I've just heard—thanks to my Swedish friend Eva—about a campaign to pressure Lloyd’s of London to stop insuring the military dictators of Burma. I thought that it was more than well worth a post, so here we go again with the issue of Burma.
First of all, let’s summarize the situation. Burma's military junta has been hanging on to power for years using repressive tactics, such as jailing monks and opposition leaders such as Aung San Suu Kyi. Recently the military junta has also been denying their citizens relief after last year’s devastating cyclone. Up till now Burma’s military dictators remain entrenched, propped up by dealings with Western companies. Well, one way the Burmese democracy movement has found to push for change is to cut off the businesses that prop them up by shaming those companies themselves—exposing them one by one, and forcing big companies to pull out—especially the insurers who underwrite the generals’ economic stranglehold.
Lloyd’s of London, the worlds foremost insurance market, is precisely one of the generals’ lifelines—Lloyd’s chairman Lord Levene also sits on the board of the junta-linked Total, which pays Rangoon $2m a day for oil. That is why the campaigners—Burma Campaign-UK and the Avaaz group—are urging to join them now by mass emailing the huge company, while the media furore is growing, to push Lloyd’s to terminate its Burmese contracts to save face.
“The Burmese people’s struggle is long and tough,” say the campaigners, “but as in South Africa, international pressure on the regime’s exploitative ventures could tip the balance. Because it’s hard or impossible for them to continue without insurance, this is an effective and wide-reaching approach for citizens everywhere to have a real impact.”

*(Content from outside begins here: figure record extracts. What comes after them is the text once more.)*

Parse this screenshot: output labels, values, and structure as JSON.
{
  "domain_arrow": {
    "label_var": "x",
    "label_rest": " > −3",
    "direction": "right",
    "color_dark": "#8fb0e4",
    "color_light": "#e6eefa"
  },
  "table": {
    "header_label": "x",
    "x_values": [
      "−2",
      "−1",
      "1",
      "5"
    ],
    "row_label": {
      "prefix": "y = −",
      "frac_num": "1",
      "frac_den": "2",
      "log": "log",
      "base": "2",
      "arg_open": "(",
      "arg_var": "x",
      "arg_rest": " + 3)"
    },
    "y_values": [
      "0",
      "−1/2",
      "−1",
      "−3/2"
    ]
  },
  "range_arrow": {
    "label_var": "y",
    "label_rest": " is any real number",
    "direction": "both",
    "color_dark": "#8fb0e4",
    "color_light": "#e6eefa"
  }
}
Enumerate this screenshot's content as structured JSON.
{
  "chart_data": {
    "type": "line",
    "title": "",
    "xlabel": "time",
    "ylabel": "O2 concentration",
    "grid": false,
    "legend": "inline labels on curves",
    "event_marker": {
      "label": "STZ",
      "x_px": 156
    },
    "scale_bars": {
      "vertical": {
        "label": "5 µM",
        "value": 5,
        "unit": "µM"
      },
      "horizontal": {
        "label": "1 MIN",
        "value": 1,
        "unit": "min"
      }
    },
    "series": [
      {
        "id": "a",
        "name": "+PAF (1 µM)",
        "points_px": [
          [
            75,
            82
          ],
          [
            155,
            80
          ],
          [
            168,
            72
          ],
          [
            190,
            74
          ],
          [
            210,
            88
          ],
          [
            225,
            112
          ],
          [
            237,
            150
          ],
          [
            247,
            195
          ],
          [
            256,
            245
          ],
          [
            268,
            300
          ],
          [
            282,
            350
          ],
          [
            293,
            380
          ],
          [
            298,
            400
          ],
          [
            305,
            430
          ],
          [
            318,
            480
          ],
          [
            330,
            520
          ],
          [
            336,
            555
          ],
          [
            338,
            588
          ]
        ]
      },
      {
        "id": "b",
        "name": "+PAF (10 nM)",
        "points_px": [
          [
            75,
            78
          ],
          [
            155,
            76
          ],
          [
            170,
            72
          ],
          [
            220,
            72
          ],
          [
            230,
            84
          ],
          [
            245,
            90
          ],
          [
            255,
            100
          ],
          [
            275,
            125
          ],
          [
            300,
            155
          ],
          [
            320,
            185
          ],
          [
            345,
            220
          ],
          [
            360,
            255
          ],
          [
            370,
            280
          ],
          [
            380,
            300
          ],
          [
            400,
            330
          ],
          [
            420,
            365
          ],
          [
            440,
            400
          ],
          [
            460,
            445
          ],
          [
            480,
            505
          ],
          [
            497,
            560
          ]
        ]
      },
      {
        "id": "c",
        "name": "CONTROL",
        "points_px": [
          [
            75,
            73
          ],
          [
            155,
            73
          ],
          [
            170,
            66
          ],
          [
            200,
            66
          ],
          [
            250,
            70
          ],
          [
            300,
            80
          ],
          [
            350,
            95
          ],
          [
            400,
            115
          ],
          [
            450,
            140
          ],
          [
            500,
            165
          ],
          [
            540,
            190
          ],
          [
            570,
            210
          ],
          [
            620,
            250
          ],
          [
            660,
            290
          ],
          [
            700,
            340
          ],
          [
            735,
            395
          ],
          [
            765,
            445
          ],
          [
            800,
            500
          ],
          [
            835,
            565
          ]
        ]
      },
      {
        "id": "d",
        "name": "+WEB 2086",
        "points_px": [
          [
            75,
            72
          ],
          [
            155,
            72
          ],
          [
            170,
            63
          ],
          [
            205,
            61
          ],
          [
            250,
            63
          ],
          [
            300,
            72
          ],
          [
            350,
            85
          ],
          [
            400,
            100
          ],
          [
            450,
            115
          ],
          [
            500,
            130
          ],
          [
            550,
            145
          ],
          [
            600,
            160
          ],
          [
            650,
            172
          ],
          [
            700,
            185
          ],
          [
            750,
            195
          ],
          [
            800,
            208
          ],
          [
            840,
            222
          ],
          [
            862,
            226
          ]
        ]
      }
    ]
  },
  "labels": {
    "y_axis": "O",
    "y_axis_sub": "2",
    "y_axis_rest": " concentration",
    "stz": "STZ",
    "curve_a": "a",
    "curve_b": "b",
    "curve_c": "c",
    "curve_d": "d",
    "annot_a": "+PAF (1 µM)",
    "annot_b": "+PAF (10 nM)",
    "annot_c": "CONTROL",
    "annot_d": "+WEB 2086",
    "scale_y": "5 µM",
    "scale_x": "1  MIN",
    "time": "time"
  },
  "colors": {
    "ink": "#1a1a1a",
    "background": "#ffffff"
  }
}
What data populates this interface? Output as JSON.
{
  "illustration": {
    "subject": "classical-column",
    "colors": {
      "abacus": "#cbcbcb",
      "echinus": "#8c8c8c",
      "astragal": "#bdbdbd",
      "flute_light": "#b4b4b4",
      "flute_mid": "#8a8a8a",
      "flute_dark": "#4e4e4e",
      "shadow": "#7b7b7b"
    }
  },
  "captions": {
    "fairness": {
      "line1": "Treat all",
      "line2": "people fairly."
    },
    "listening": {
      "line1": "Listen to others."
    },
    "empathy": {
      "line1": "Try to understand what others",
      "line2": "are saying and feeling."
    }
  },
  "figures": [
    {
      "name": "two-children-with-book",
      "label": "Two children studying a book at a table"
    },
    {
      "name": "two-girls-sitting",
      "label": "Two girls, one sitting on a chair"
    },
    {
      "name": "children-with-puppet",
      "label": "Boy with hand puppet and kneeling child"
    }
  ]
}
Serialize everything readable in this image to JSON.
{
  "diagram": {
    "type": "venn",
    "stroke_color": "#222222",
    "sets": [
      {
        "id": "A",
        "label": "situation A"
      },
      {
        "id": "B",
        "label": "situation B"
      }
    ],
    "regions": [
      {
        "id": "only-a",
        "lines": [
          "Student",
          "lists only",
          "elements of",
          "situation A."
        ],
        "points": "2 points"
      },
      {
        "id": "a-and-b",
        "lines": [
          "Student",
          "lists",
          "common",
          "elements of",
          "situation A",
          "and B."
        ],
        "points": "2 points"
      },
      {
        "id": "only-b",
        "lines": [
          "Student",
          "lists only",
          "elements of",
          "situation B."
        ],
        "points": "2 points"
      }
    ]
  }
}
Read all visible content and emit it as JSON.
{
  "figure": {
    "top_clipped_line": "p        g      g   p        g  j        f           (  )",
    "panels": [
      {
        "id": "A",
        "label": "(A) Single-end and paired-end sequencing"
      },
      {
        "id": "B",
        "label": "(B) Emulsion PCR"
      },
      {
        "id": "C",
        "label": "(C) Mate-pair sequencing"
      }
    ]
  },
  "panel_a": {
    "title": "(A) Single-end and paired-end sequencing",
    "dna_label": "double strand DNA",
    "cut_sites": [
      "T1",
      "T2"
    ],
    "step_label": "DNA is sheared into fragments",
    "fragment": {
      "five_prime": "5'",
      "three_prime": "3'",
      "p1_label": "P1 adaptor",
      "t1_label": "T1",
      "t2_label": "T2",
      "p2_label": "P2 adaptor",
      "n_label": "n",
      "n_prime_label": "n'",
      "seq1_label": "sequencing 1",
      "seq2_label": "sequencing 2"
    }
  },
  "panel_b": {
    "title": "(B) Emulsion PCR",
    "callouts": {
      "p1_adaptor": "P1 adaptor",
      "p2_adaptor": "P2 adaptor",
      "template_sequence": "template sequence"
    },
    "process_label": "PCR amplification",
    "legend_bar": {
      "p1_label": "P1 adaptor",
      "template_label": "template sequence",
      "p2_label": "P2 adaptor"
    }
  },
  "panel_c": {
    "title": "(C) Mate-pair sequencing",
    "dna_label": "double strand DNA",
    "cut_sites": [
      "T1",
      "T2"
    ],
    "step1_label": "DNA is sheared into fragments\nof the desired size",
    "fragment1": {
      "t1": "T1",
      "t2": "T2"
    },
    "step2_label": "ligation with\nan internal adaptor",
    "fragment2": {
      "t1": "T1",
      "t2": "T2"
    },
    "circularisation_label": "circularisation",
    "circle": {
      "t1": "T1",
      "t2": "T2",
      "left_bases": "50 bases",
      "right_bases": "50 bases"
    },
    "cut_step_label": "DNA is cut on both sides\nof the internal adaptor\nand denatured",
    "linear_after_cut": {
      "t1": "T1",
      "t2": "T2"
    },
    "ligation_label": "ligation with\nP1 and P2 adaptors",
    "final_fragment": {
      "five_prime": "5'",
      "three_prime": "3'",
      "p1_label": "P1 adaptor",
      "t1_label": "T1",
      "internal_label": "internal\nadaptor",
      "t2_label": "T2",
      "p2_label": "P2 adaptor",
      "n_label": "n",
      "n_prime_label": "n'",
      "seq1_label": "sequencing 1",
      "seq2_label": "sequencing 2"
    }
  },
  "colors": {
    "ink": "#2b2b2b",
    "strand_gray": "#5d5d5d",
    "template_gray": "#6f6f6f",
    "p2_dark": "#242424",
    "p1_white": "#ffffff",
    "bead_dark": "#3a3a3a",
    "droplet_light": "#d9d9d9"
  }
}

So far, as a result, the British government has begun to ask Lloyd's to cease its business with the Burmese military junta. Meanwhile, tens of thousands of emails and telephone calls have been bombarding key staff at Lloyd’s of London.

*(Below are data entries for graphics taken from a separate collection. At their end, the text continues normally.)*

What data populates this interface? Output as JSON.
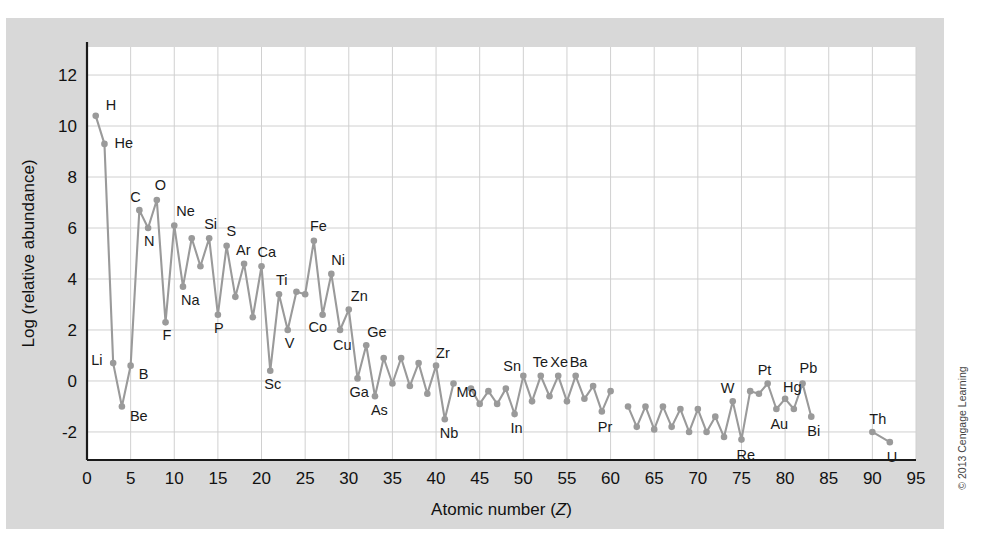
{
  "figure": {
    "credit": "© 2013 Cengage Learning",
    "background_color": "#d8d8d8",
    "plot_background_color": "#ffffff",
    "series_color": "#9a9a9a",
    "grid_color": "#d0d0d0",
    "axis_color": "#1a1a1a"
  },
  "chart_data": {
    "type": "line",
    "title": "",
    "subtitle": "",
    "xlabel": "Atomic number (Z)",
    "ylabel": "Log (relative abundance)",
    "xlim": [
      0,
      95
    ],
    "ylim": [
      -3.1,
      13.1
    ],
    "xticks": [
      0,
      5,
      10,
      15,
      20,
      25,
      30,
      35,
      40,
      45,
      50,
      55,
      60,
      65,
      70,
      75,
      80,
      85,
      90,
      95
    ],
    "yticks": [
      -2,
      0,
      2,
      4,
      6,
      8,
      10,
      12
    ],
    "grid": true,
    "legend": "none",
    "marker": "circle",
    "series": [
      {
        "name": "Solar system abundance",
        "x": [
          1,
          2,
          3,
          4,
          5,
          6,
          7,
          8,
          9,
          10,
          11,
          12,
          13,
          14,
          15,
          16,
          17,
          18,
          19,
          20,
          21,
          22,
          23,
          24,
          25,
          26,
          27,
          28,
          29,
          30,
          31,
          32,
          33,
          34,
          35,
          36,
          37,
          38,
          39,
          40,
          41,
          42
        ],
        "values": [
          10.4,
          9.3,
          0.7,
          -1.0,
          0.6,
          6.7,
          6.0,
          7.1,
          2.3,
          6.1,
          3.7,
          5.6,
          4.5,
          5.6,
          2.6,
          5.3,
          3.3,
          4.6,
          2.5,
          4.5,
          0.4,
          3.4,
          2.0,
          3.5,
          3.4,
          5.5,
          2.6,
          4.2,
          2.0,
          2.8,
          0.1,
          1.4,
          -0.6,
          0.9,
          -0.1,
          0.9,
          -0.2,
          0.7,
          -0.5,
          0.6,
          -1.5,
          -0.1
        ]
      },
      {
        "name": "Solar system abundance (continued)",
        "x": [
          44,
          45,
          46,
          47,
          48,
          49,
          50,
          51,
          52,
          53,
          54,
          55,
          56,
          57,
          58,
          59,
          60
        ],
        "values": [
          -0.3,
          -0.9,
          -0.4,
          -0.9,
          -0.3,
          -1.3,
          0.2,
          -0.8,
          0.2,
          -0.6,
          0.2,
          -0.8,
          0.2,
          -0.7,
          -0.2,
          -1.2,
          -0.4
        ]
      },
      {
        "name": "Solar system abundance (lanthanides)",
        "x": [
          62,
          63,
          64,
          65,
          66,
          67,
          68,
          69,
          70,
          71,
          72,
          73,
          74,
          75,
          76,
          77,
          78,
          79,
          80,
          81,
          82,
          83
        ],
        "values": [
          -1.0,
          -1.8,
          -1.0,
          -1.9,
          -1.0,
          -1.8,
          -1.1,
          -2.0,
          -1.1,
          -2.0,
          -1.4,
          -2.2,
          -0.8,
          -2.3,
          -0.4,
          -0.5,
          -0.1,
          -1.1,
          -0.7,
          -1.1,
          -0.1,
          -1.4
        ]
      },
      {
        "name": "Actinides",
        "x": [
          90,
          92
        ],
        "values": [
          -2.0,
          -2.4
        ]
      }
    ],
    "point_labels": [
      {
        "element": "H",
        "z": 1,
        "value": 10.4,
        "dx": 10,
        "dy": -6
      },
      {
        "element": "He",
        "z": 2,
        "value": 9.3,
        "dx": 10,
        "dy": 4
      },
      {
        "element": "Li",
        "z": 3,
        "value": 0.7,
        "dx": -22,
        "dy": 2
      },
      {
        "element": "Be",
        "z": 4,
        "value": -1.0,
        "dx": 8,
        "dy": 15
      },
      {
        "element": "B",
        "z": 5,
        "value": 0.6,
        "dx": 8,
        "dy": 13
      },
      {
        "element": "C",
        "z": 6,
        "value": 6.7,
        "dx": -9,
        "dy": -8
      },
      {
        "element": "N",
        "z": 7,
        "value": 6.0,
        "dx": -4,
        "dy": 18
      },
      {
        "element": "O",
        "z": 8,
        "value": 7.1,
        "dx": -2,
        "dy": -10
      },
      {
        "element": "F",
        "z": 9,
        "value": 2.3,
        "dx": -3,
        "dy": 18
      },
      {
        "element": "Ne",
        "z": 10,
        "value": 6.1,
        "dx": 2,
        "dy": -9
      },
      {
        "element": "Na",
        "z": 11,
        "value": 3.7,
        "dx": -2,
        "dy": 18
      },
      {
        "element": "Si",
        "z": 14,
        "value": 5.6,
        "dx": -5,
        "dy": -9
      },
      {
        "element": "P",
        "z": 15,
        "value": 2.6,
        "dx": -4,
        "dy": 18
      },
      {
        "element": "S",
        "z": 16,
        "value": 5.3,
        "dx": 0,
        "dy": -10
      },
      {
        "element": "Ar",
        "z": 18,
        "value": 4.6,
        "dx": -8,
        "dy": -9
      },
      {
        "element": "Ca",
        "z": 20,
        "value": 4.5,
        "dx": -4,
        "dy": -9
      },
      {
        "element": "Sc",
        "z": 21,
        "value": 0.4,
        "dx": -6,
        "dy": 18
      },
      {
        "element": "Ti",
        "z": 22,
        "value": 3.4,
        "dx": -3,
        "dy": -9
      },
      {
        "element": "V",
        "z": 23,
        "value": 2.0,
        "dx": -3,
        "dy": 18
      },
      {
        "element": "Fe",
        "z": 26,
        "value": 5.5,
        "dx": -4,
        "dy": -10
      },
      {
        "element": "Co",
        "z": 27,
        "value": 2.6,
        "dx": -14,
        "dy": 17
      },
      {
        "element": "Ni",
        "z": 28,
        "value": 4.2,
        "dx": 0,
        "dy": -9
      },
      {
        "element": "Cu",
        "z": 29,
        "value": 2.0,
        "dx": -7,
        "dy": 20
      },
      {
        "element": "Zn",
        "z": 30,
        "value": 2.8,
        "dx": 2,
        "dy": -9
      },
      {
        "element": "Ga",
        "z": 31,
        "value": 0.1,
        "dx": -8,
        "dy": 19
      },
      {
        "element": "Ge",
        "z": 32,
        "value": 1.4,
        "dx": 1,
        "dy": -8
      },
      {
        "element": "As",
        "z": 33,
        "value": -0.6,
        "dx": -4,
        "dy": 19
      },
      {
        "element": "Zr",
        "z": 40,
        "value": 0.6,
        "dx": 0,
        "dy": -8
      },
      {
        "element": "Nb",
        "z": 41,
        "value": -1.5,
        "dx": -5,
        "dy": 19
      },
      {
        "element": "Mo",
        "z": 42,
        "value": -0.1,
        "dx": 3,
        "dy": 13
      },
      {
        "element": "Sn",
        "z": 50,
        "value": 0.2,
        "dx": -20,
        "dy": -5
      },
      {
        "element": "In",
        "z": 49,
        "value": -1.3,
        "dx": -4,
        "dy": 19
      },
      {
        "element": "Te",
        "z": 52,
        "value": 0.2,
        "dx": -8,
        "dy": -9
      },
      {
        "element": "Xe",
        "z": 54,
        "value": 0.2,
        "dx": -8,
        "dy": -9
      },
      {
        "element": "Ba",
        "z": 56,
        "value": 0.2,
        "dx": -6,
        "dy": -9
      },
      {
        "element": "Pr",
        "z": 59,
        "value": -1.2,
        "dx": -4,
        "dy": 20
      },
      {
        "element": "W",
        "z": 74,
        "value": -0.8,
        "dx": -12,
        "dy": -8
      },
      {
        "element": "Re",
        "z": 75,
        "value": -2.3,
        "dx": -5,
        "dy": 20
      },
      {
        "element": "Pt",
        "z": 78,
        "value": -0.1,
        "dx": -10,
        "dy": -9
      },
      {
        "element": "Au",
        "z": 79,
        "value": -1.1,
        "dx": -6,
        "dy": 20
      },
      {
        "element": "Hg",
        "z": 80,
        "value": -0.7,
        "dx": -2,
        "dy": -7
      },
      {
        "element": "Pb",
        "z": 82,
        "value": -0.1,
        "dx": -3,
        "dy": -11
      },
      {
        "element": "Bi",
        "z": 83,
        "value": -1.4,
        "dx": -4,
        "dy": 19
      },
      {
        "element": "Th",
        "z": 90,
        "value": -2.0,
        "dx": -3,
        "dy": -8
      },
      {
        "element": "U",
        "z": 92,
        "value": -2.4,
        "dx": -3,
        "dy": 20
      }
    ]
  }
}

I think it's a very worthwhile cause. Please follow this link to take action.
November 8, 2008
What went wrong with the ‘old soldier’
With his “campaign autopsy,” in yesterday’s Washington Post, Charles Krauthammer pointed out, in my view correctly, John McCain’s merits and mistakes, and above all how difficult and impossible his mission was:
Last but not least, what is worth acknowledging, according to Krauthammer, is that
Considering the carnage to both capital and labor (which covers just about everybody), even a Ronald Reagan could not have survived. The fact that John McCain got 46 percent of the electorate when 75 percent said the country was going in the wrong direction is quite remarkable.

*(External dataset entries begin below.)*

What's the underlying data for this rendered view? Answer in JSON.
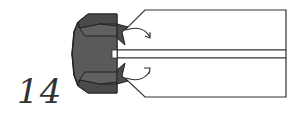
{
  "diagram": {
    "step_number": "14",
    "colors": {
      "paper_white": "#ffffff",
      "paper_colored": "#555555",
      "paper_colored_dark": "#3e3e3e",
      "line": "#333333",
      "arrow": "#333333"
    },
    "elements": [
      {
        "name": "folded-model-left-colored",
        "description": "dark colored folded layers on left"
      },
      {
        "name": "white-strip-upper",
        "description": "upper white flap with angled corner"
      },
      {
        "name": "white-strip-lower",
        "description": "lower white flap with angled corner"
      },
      {
        "name": "center-strip",
        "description": "narrow center strip"
      },
      {
        "name": "fold-arrow-upper",
        "description": "curved arrow indicating fold down"
      },
      {
        "name": "fold-arrow-lower",
        "description": "curved arrow indicating fold up"
      }
    ]
  }
}
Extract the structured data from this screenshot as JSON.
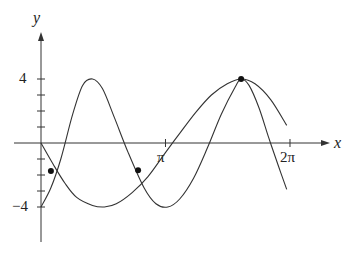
{
  "chart_data": {
    "type": "line",
    "title": "",
    "xlabel": "x",
    "ylabel": "y",
    "x_ticks": [
      {
        "value": 3.14159,
        "label": "π"
      },
      {
        "value": 6.28318,
        "label": "2π"
      }
    ],
    "y_ticks": [
      {
        "value": 4,
        "label": "4"
      },
      {
        "value": -4,
        "label": "-4"
      }
    ],
    "y_minor_ticks": [
      -4,
      -3,
      -2,
      -1,
      1,
      2,
      3,
      4
    ],
    "xlim": [
      0,
      6.9
    ],
    "ylim": [
      -6.2,
      7.4
    ],
    "grid": false,
    "legend": null,
    "series": [
      {
        "name": "curve-a",
        "description": "faster oscillating curve starting at (0,-4)",
        "points": [
          [
            0,
            -4
          ],
          [
            0.25,
            -2.8
          ],
          [
            0.5,
            -1.0
          ],
          [
            0.8,
            1.8
          ],
          [
            1.05,
            3.6
          ],
          [
            1.3,
            4.0
          ],
          [
            1.55,
            3.4
          ],
          [
            1.85,
            1.6
          ],
          [
            2.2,
            -0.6
          ],
          [
            2.6,
            -2.8
          ],
          [
            2.9,
            -3.8
          ],
          [
            3.2,
            -4.0
          ],
          [
            3.5,
            -3.5
          ],
          [
            3.85,
            -2.2
          ],
          [
            4.2,
            -0.3
          ],
          [
            4.55,
            1.8
          ],
          [
            4.9,
            3.5
          ],
          [
            5.05,
            4.0
          ],
          [
            5.25,
            3.6
          ],
          [
            5.5,
            2.2
          ],
          [
            5.75,
            0.3
          ],
          [
            6.0,
            -1.5
          ],
          [
            6.2,
            -2.9
          ]
        ]
      },
      {
        "name": "curve-b",
        "description": "slower curve starting at (0,0)",
        "points": [
          [
            0,
            0
          ],
          [
            0.3,
            -1.3
          ],
          [
            0.6,
            -2.5
          ],
          [
            0.9,
            -3.4
          ],
          [
            1.3,
            -3.9
          ],
          [
            1.6,
            -4.0
          ],
          [
            1.9,
            -3.8
          ],
          [
            2.3,
            -3.1
          ],
          [
            2.7,
            -2.1
          ],
          [
            3.14,
            -0.6
          ],
          [
            3.5,
            0.6
          ],
          [
            3.9,
            1.9
          ],
          [
            4.3,
            3.0
          ],
          [
            4.7,
            3.7
          ],
          [
            5.05,
            4.0
          ],
          [
            5.4,
            3.7
          ],
          [
            5.8,
            2.7
          ],
          [
            6.2,
            1.1
          ]
        ]
      }
    ],
    "marked_points": [
      {
        "x": 0.25,
        "y": -1.75
      },
      {
        "x": 2.45,
        "y": -1.7
      },
      {
        "x": 5.05,
        "y": 4.0
      }
    ]
  },
  "labels": {
    "x_axis": "x",
    "y_axis": "y",
    "pi": "π",
    "two_pi": "2π",
    "four": "4",
    "neg_four": "−4"
  }
}
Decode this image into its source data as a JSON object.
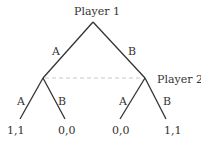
{
  "tree": {
    "root_player": "Player 1",
    "second_player": "Player 2",
    "root_branches": {
      "left": "A",
      "right": "B"
    },
    "left_node_branches": {
      "left": "A",
      "right": "B"
    },
    "right_node_branches": {
      "left": "A",
      "right": "B"
    },
    "payoffs": [
      "1,1",
      "0,0",
      "0,0",
      "1,1"
    ],
    "info_set_line_color": "#cccccc",
    "edge_color": "#333333"
  }
}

However crushing the external events, McCain did make two significant unforced errors. His suspension of the campaign during the economic meltdown was a long shot that not only failed, it created the McCain-the-erratic meme that deeply undermined his huge advantage over Obama in perception of leadership.
The choice of Sarah Palin was also a mistake. I'm talking here about its political effects, not the sideshow psychodrama of feminist rage and elite loathing that had little to do with politics and everything to do with cultural prejudices, resentments and affectations.
Palin was a mistake (" near suicidal," I wrote on the day of her selection) because she completely undercut McCain's principal case against Obama: his inexperience and unreadiness to lead. And her nomination not only intellectually undermined the readiness argument. It also changed the election dynamic by shifting attention, for days on end, to Palin's preparedness, fitness and experience -- and away from Obama's.
McCain thought he could steal from Obama the "change" issue by running a Two Mavericks campaign. A fool's errand from the very beginning. It defied logic for the incumbent-party candidate to try to take "change" away from the opposition. Election Day exit polls bore that out with a vengeance. Voters seeking the "change candidate" went 89 to 9 for Obama.
Last but not least, what is worth acknowledging, according to Krauthammer, is that
McCain ran a valiant race against impossible odds. He will be -- he should be -- remembered as the most worthy presidential nominee ever to be denied the prize.